The couple Abelardo Galang and Mariel Ilusorio do a four-hand performance.

Newlywed

The series also carries a personal resonance. Ilusorio and Abelardo Galang II, 57, who have known each other for over two decades, married recently. They first met in Berlin in 2001, when Ilusorio performed the Dvořák Piano Quintet—the same piece featured in the series’ final concert— in a concert attended by the Philippine ambassador and Filipino music scholars, Galang among them. They drew closer in 2003 while living in Germany though in different states. Ilusorio moved to South Africa for work, while Galang stayed behind in Berlin.

They reconnected in 2020, and by 2021 Galang began traveling to the Philippines regularly for his teaching positions, including a full-time role at Philippine Women’s University. The couple finally reunited permanently when he returned for good at the end of 2024.

Ilusorio notes how Galang’s superb playing has been shaped by his German training. His style is cerebral and analytical, reflecting the experience of having studied music where it was originally created, from Bach and Beethoven to Mozart. She says that while technical skill is universal, cultural immersion adds nuance. Just as how a European might interpret Filipino music differently, Galang’s time in Europe allowed him to absorb the spirit of Western works in a way that complemented her approach.

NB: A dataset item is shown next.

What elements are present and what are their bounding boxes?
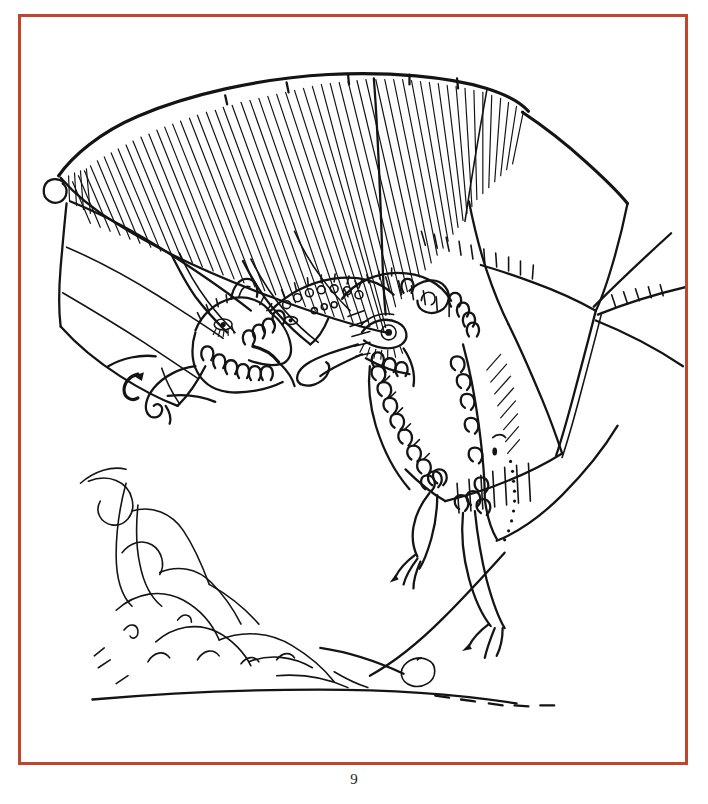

This shared understanding of both music and culture informs their collaborations in performing, whether European classics or Filipino repertoire.

The couple has also performed four-hand piano music together, including one concert in the series last year, when Galang was Ilusorio’s fiancé. She notes that playing together as a couple brings a particular closeness and comfort. On stage, they can move freely and interact physically without hesitation, a sense of ease that can be challenging to achieve with other collaborators. This intimacy translates into their music, adding a subtle layer of connection palpable to audiences.

After their wedding last January, Ilusorio has been settling into a new rhythm with Galang, balancing their shared musical projects with family life. Their household includes her 20-year-old daughter, Anita, from a previous relationship in South Africa. She is adjusting to married life while continuing her career, reflecting on how collaboration with Galang allows them to accomplish more together while still growing individually.

For the couple, this new chapter is about developing as musicians, as individuals, and as a family.

(Concerts are held at Sunshine Place, 56 Jupiter St., Makati. Contact 0917 709 2255)

About author

Articles

She is a veteran journalist who’s covered the gamut of lifestyle subjects. Since this pandemic she has been giving free raja yoga meditation online.